Haley N, Maheux B, Rivard M, Gervais A. Can. Fam. Physician 2000; 46: 1609-1616.

Affiliation

Université de Montréal.

Copyright

(Copyright © 2000, College of Family Physicians of Canada)

DOI

unavailable

PMID

10955180

PMCID

PMC2144772

Abstract

OBJECTIVE: To determine whether recently trained family physicians were more likely to routinely assess lifestyle health risks during general medical evaluations. To document physicians' perceptions of the difficulties of lifestyle risk assessment, of medical training in that area, and of how often they saw patients with lifestyle health risks. DESIGN: Anonymous mailed survey conducted in 1995. SETTING: Family practices in the province of Quebec. PARTICIPANTS: Stratified random sample of 805 active family physicians of 1111 surveyed; 25 were ineligible or could not be located, and 281 did not respond (74.1% response rate). MAIN OUTCOME MEASURES: Proportion of physicians graduating before and after 1989 who reported routinely (with 90% or more of their patients) assessing their adult and adolescent patients during general medical evaluations for substance use, sexual risk behaviours, and history of family violence and sexual abuse. RESULTS: Except for asking about drug use, recently trained family physicians did not report better assessment of lifestyle health risks during general medical examinations than family physicians who graduated more than 10 years ago did. In both groups, routine assessment averaged 82% for tobacco use, 68% for alcohol consumption, and 20% to 40% for sexual risk behaviours.
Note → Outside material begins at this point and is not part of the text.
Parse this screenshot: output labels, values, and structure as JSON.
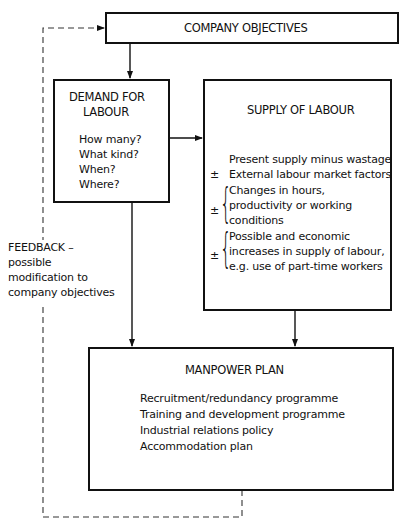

Screening for family violence and sexual abuse was rare, but more frequently reported by older women physicians. Only 20% to 40% of recent graduates rated their medical training adequate for evaluating illicit drug use, family violence, and sexual abuse. CONCLUSION: Recently trained family physicians do not assess most lifestyle risk factors any better than their more experienced colleagues.